An image from the film I Know What You Did Last Summer (2025). It features a group of young adults standing on a roadside looking over the edge of a cliff.
Sony Pictures Releasing

Directed by: Jennifer Kaytin Robinson
Written by: Jennifer Kaytin Robinson and Sam Lansky
Run Time: 1 hour 51 mins


With both Halloween (2018) and Scream (2022) generating healthy box office returns and positive audience reactions, the market for horror legacy sequels quickly became undeniable. Keen to make a killing and capitalise on this popular new trend, many other genre staples have since tried their luck too, with varying levels of success – the less said about The Exorcist: Believer (2023) the better. Nevertheless, the nostalgia train is still full steam ahead, and next stop is Jennifer Kaytin Robinson’s creatively titled I Know What You Did Last Summer.

Taking audiences straight back to Southport, Robinson’s film follows Ava (Chase Sui Wonders) as she travels home to attend the engagement party of her friends Danica (Madelyn Cline) and Teddy (Tyriq Withers), but while there, her group becomes involved in a tragic accident. Then, one year later while hosting her bridal shower, Danica receives an anonymous message reading “I know what you did last summer” and subsequently, a violent killing spree begins.

Other than sharing the same location as Jim Gillespie’s original 1997 slasher of the same name, I Know What You Did Last Summer begins more like a remake than a sequel. As it continues to unfold, it does so in strikingly similar fashion to the first film – a group of friends involved in a late night car accident – and seems almost too similar to be a sequel, but it is. One character explains this particular stretch of road is notorious for accidents, but this coincidental detail is simply the first indication of the film’s lack of ideas and over-reliance on the original.

It isn’t until the first kill that this version puts its own sinister stamp on the franchise, admittedly delivering one of the most memorable murders this series has ever seen. It’s a shame then, that after such a shocking start, the film’s kills become so lazy and uninspired. They too mostly retread the pattern of the original film by revisiting key locations and reusing moments from classic chase sequences. But if nostalgia is as “overrated” as Jennifer Love Hewitt’s original final girl Julia James proclaims so, it seems contradictory for Robinson to so blatantly indulge in it at almost every single turn.

I Know What You Did Last Summer doesn’t just copy its own series though, it borrows ideas from other horror titles too. Its July 4th panic, combined with its central slasher whodunnit mystery creates this curious Jaws (1975) meets Scream (1996) amalgamation – at one point two of the victims are even strung up by the harbour like sharks. A subtle homage to either or both films would have been a most welcome tip of the hat between fellow genre titles, but the failure to create its own identity aside from these inspirations means that it never creates a good enough reason to exist in its own right.

It’s unfortunate as the fresh cast of characters assembled to rejuvenate this franchise aren’t bad company. As Ava, Chase Sui Wonders presents a capable protagonist, while both Madelyn Cline and Tyriq Withers offer entertaining performances as the more stereotypical one part ditsy, one part himbo slasher couple. Elsewhere, Gabbriette Bechtel is good fun as ‘Live, Laugh, Slaughter’ podcast host Tyler – even if her addition to the cast feels like more metatextual mimicry from further afield.

And of course you can’t have a legacy sequel without legacy characters. Although in this case, there aren’t a whole lot left to choose from. As would be expected Jennifer Love Hewitt and Freddie Prinze Jr. reprise their roles as Julie and Ray, but regrettably neither deliver performances worthy enough of resurrecting either character. Instead, their weak portrayals render this legacy sequel dead on arrival, only encouraging the notion that a remake would have worked far better.

As while this sequel’s attempts at some camp callbacks are at times effective, its efforts to provide a more serious, straight-faced take on trauma alongside them are just too conflicting. Especially when the script falls off the wrong side of silly, in turn imploding into self-parody and farce. Now, what little credibility I Know What You Did Last Summer had to begin with is all but a distant memory of cinematic seasons long past.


ABOUT THIS EXERCISE: Take the lines below beginning at the line that has "You are a GUI" and stopping after the line that has "Task: Click on the span: 90,86 €", and print them exactly as they are, with no other lines.

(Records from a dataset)
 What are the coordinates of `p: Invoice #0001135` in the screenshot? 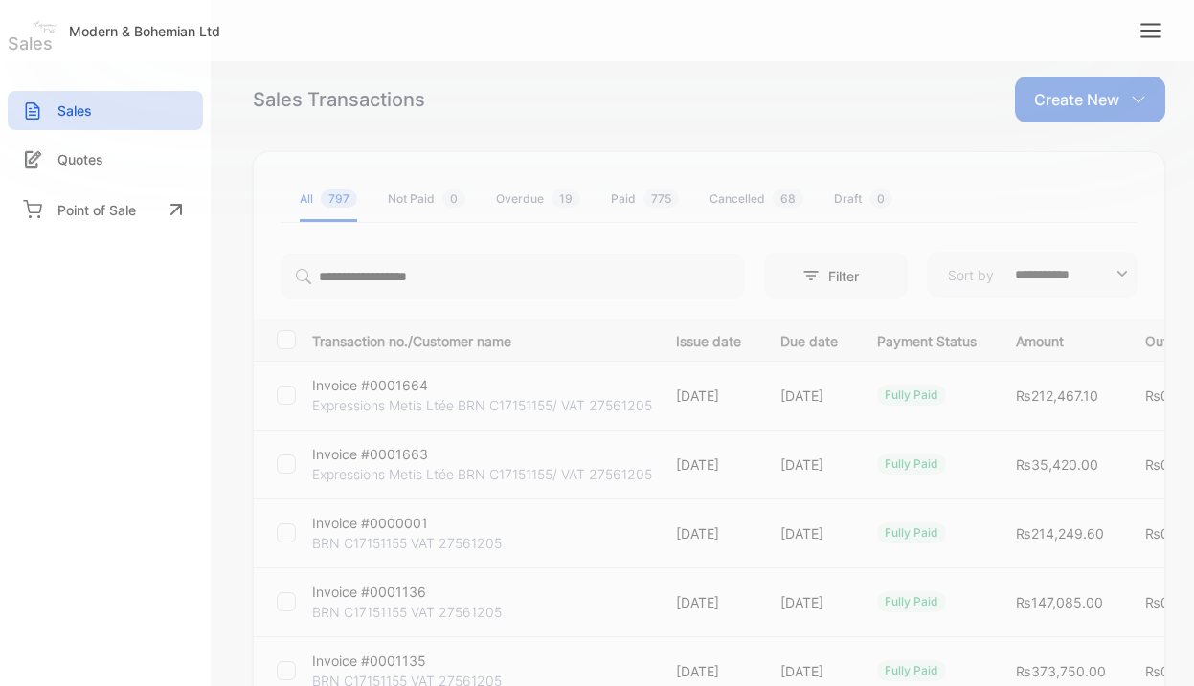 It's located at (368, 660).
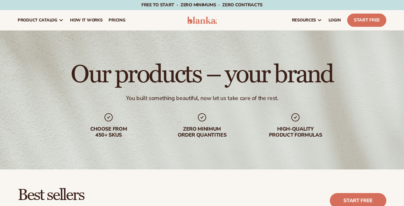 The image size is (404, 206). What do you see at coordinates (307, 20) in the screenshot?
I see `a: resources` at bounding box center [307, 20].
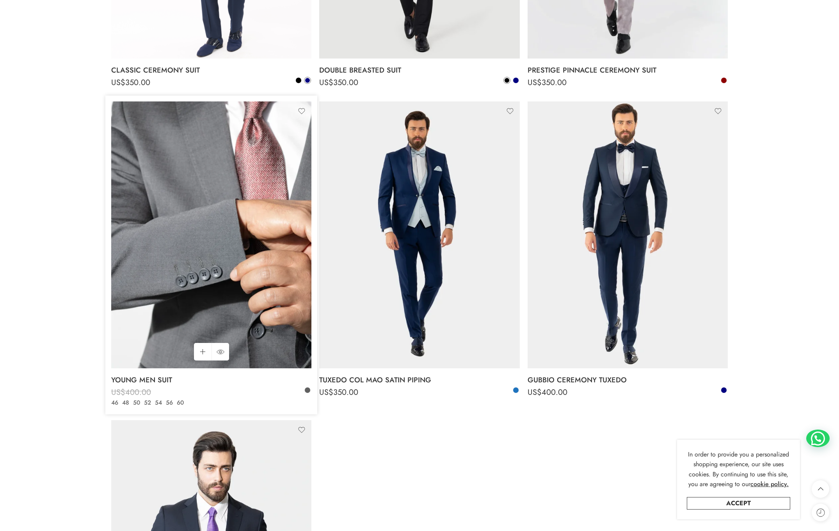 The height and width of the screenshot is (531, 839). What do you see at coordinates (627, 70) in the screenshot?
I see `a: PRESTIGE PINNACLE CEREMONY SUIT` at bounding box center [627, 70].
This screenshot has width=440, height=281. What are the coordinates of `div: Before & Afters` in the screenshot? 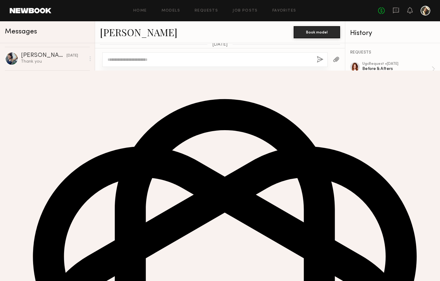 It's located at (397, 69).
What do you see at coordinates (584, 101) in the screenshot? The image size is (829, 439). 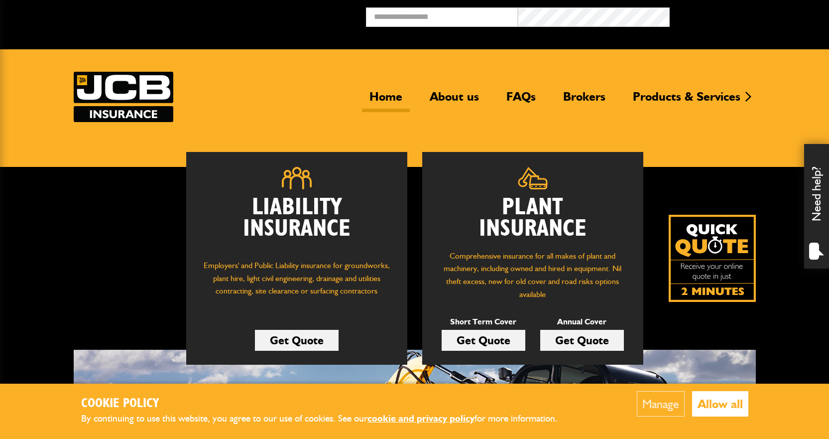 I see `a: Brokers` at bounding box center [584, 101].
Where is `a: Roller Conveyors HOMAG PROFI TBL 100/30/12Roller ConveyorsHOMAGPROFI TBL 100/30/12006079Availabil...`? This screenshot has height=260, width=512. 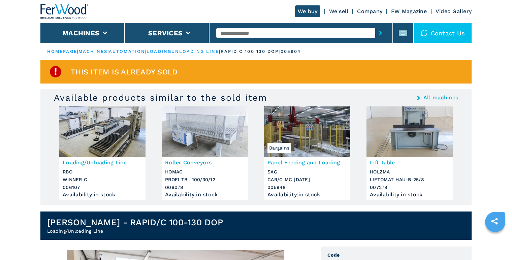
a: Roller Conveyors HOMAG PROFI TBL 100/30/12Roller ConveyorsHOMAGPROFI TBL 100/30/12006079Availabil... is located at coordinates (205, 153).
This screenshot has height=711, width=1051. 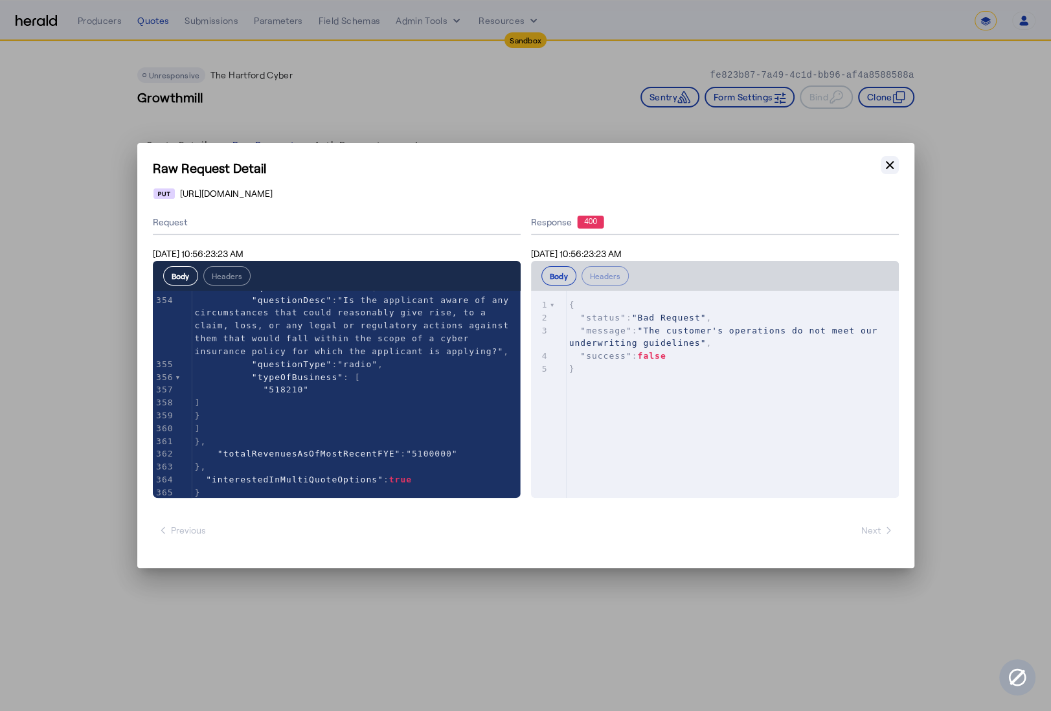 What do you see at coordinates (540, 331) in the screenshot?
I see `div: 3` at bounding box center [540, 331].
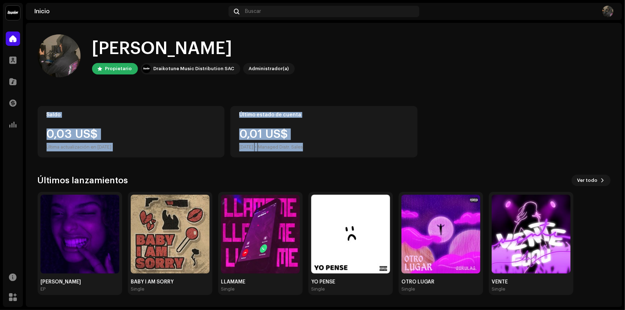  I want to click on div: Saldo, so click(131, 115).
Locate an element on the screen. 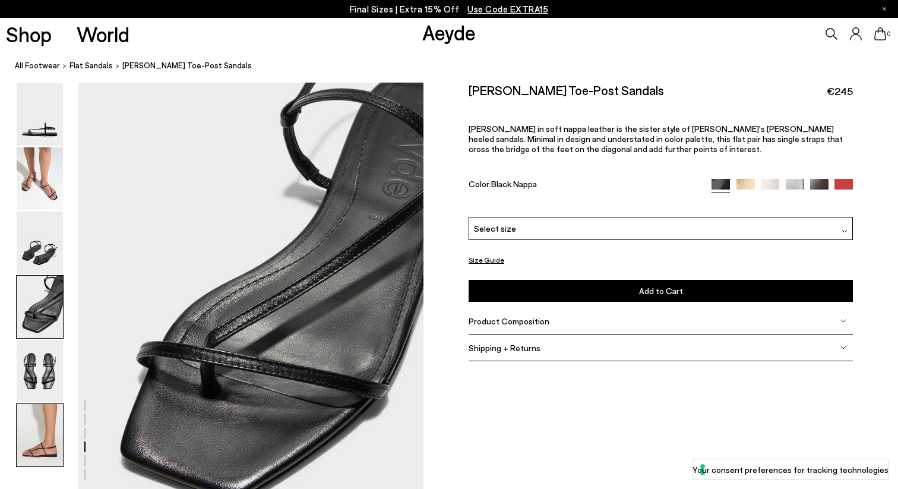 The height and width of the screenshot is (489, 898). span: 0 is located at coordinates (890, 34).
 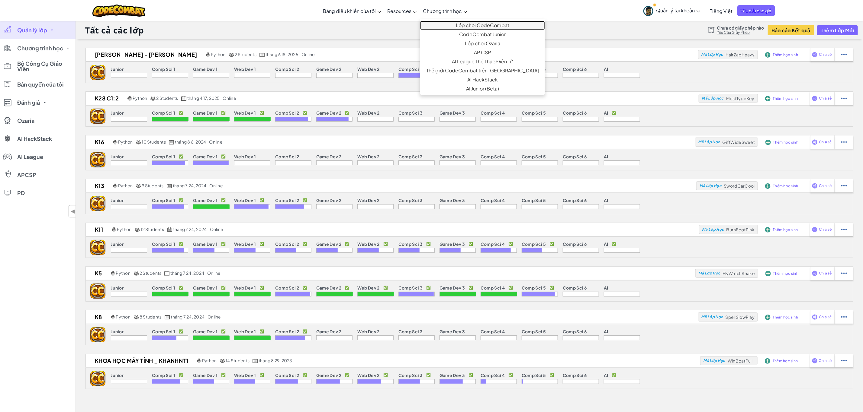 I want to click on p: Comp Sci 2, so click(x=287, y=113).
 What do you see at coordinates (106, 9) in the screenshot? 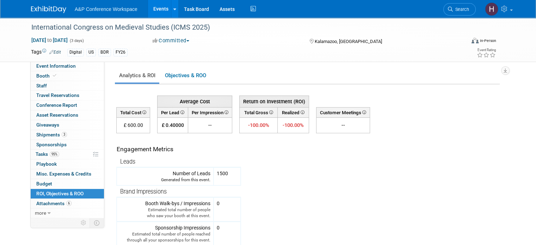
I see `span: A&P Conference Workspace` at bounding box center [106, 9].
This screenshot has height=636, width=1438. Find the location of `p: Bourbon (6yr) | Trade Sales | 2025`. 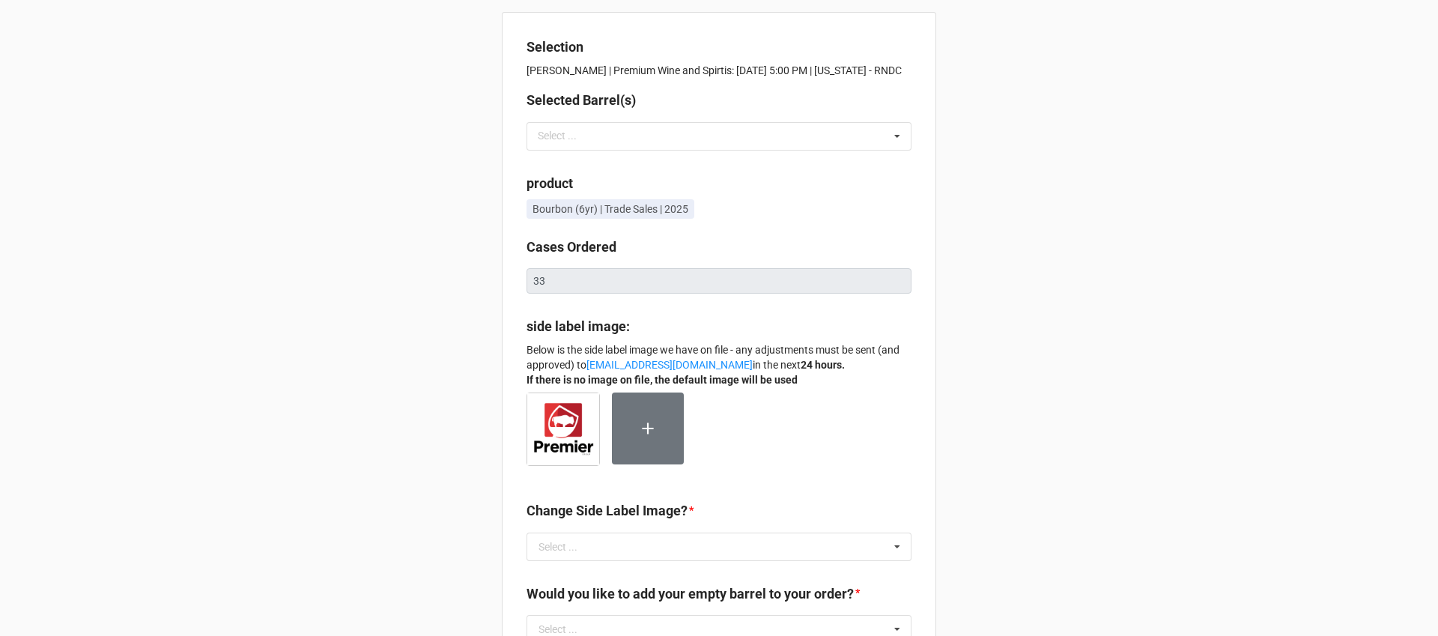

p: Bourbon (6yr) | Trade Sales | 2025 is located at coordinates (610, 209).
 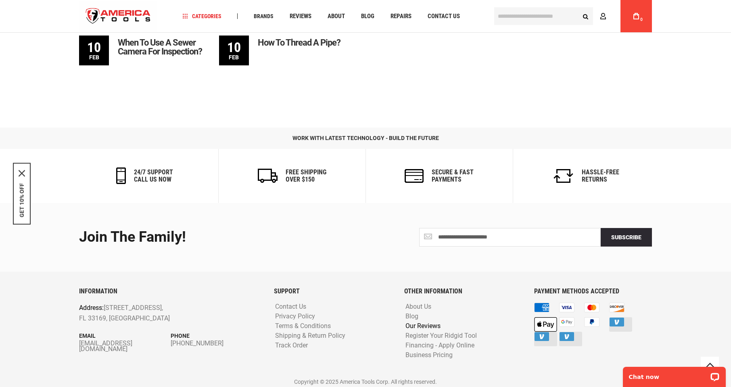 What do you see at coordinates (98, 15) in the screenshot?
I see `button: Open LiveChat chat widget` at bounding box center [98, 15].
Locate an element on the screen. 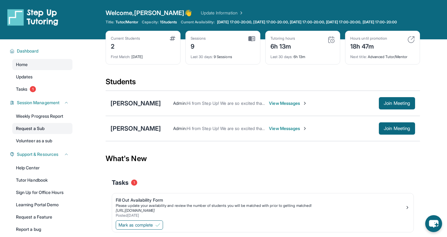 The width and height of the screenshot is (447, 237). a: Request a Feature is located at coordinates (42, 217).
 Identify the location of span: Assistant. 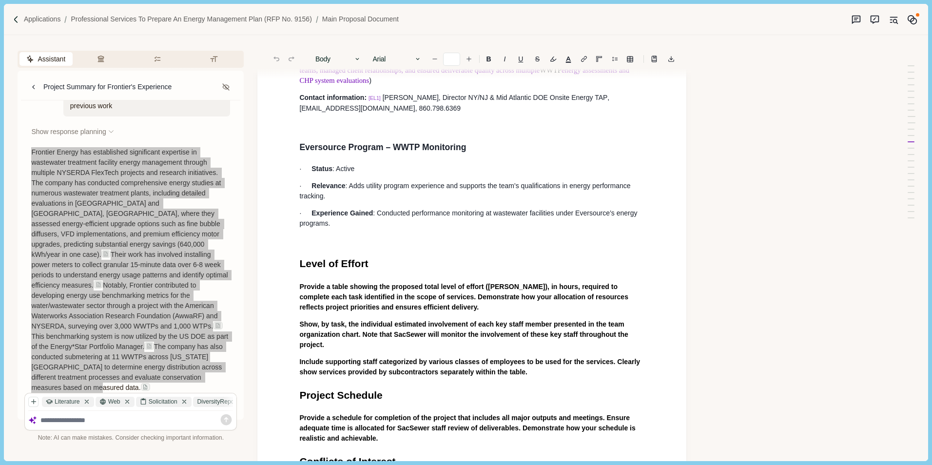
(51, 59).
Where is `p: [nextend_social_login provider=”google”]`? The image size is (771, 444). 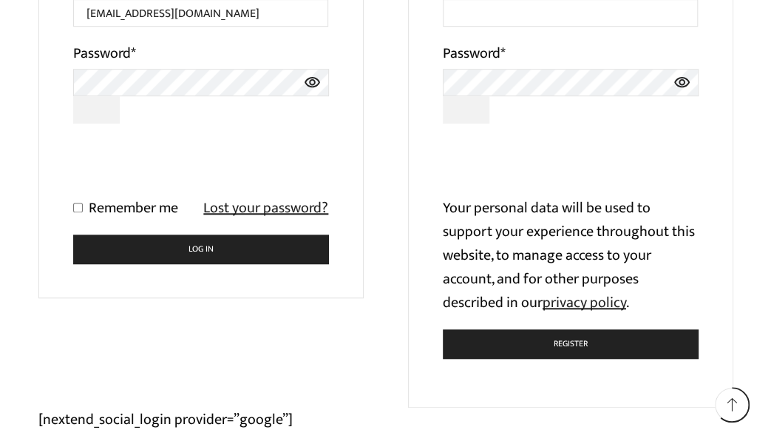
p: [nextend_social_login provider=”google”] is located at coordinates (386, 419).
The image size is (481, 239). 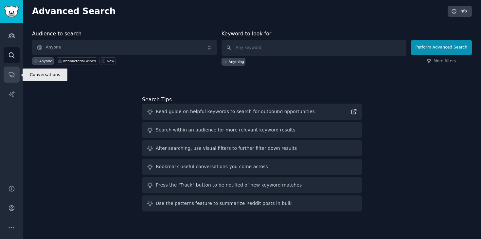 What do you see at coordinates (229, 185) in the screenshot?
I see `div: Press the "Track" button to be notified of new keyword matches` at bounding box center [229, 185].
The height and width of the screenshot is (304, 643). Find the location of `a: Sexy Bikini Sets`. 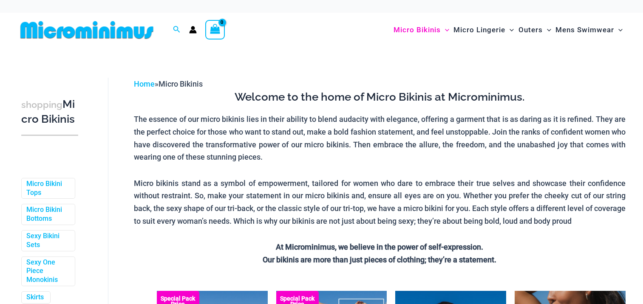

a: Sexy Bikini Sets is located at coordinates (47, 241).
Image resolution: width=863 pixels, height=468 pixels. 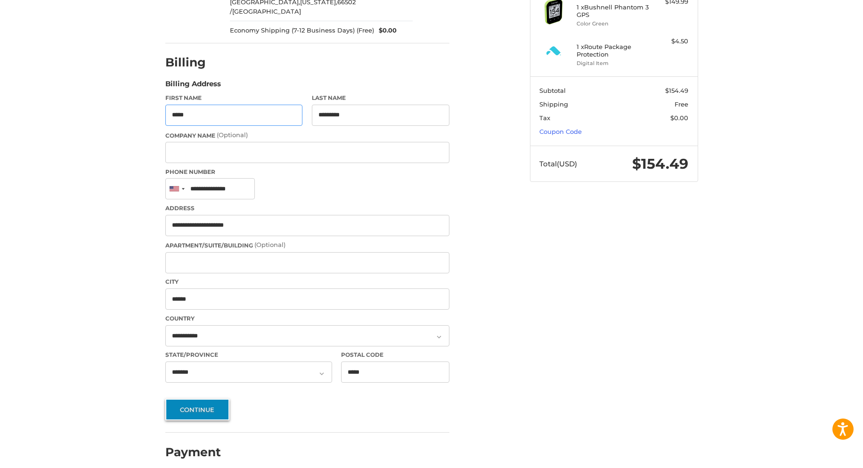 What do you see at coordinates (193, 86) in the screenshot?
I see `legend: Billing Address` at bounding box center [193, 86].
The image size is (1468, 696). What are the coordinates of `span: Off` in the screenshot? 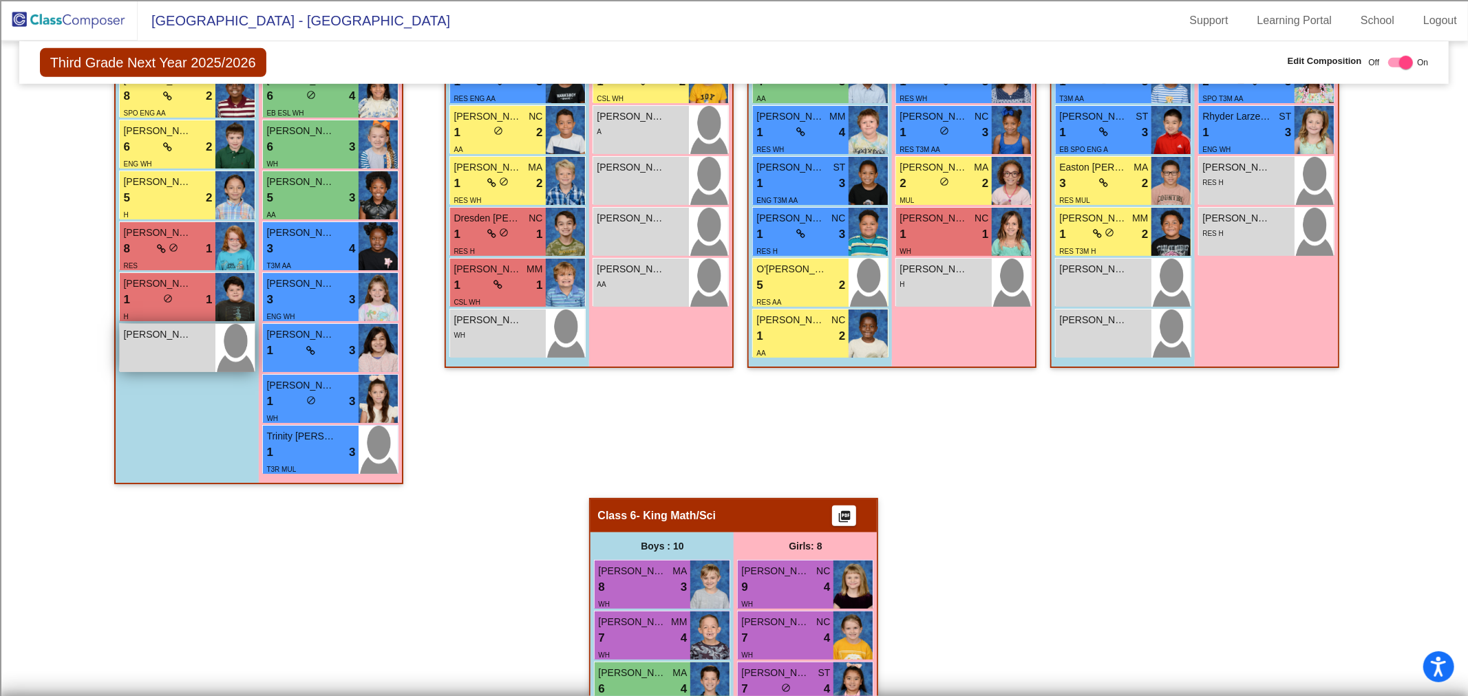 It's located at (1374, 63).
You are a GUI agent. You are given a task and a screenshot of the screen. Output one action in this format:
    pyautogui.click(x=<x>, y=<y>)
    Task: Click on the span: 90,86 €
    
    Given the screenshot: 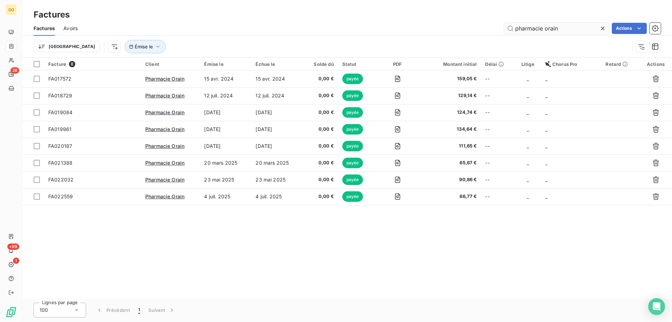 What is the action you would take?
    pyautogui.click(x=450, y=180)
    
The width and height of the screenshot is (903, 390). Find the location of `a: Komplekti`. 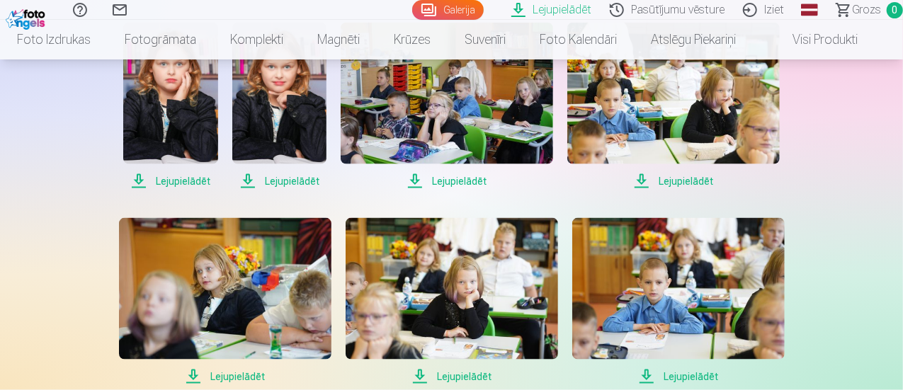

TASK OUTPUT:
You are a GUI agent. You are given a task and a screenshot of the screen. Output one action in this format:
    pyautogui.click(x=<x>, y=<y>)
    Task: Click on the span: 90,86 €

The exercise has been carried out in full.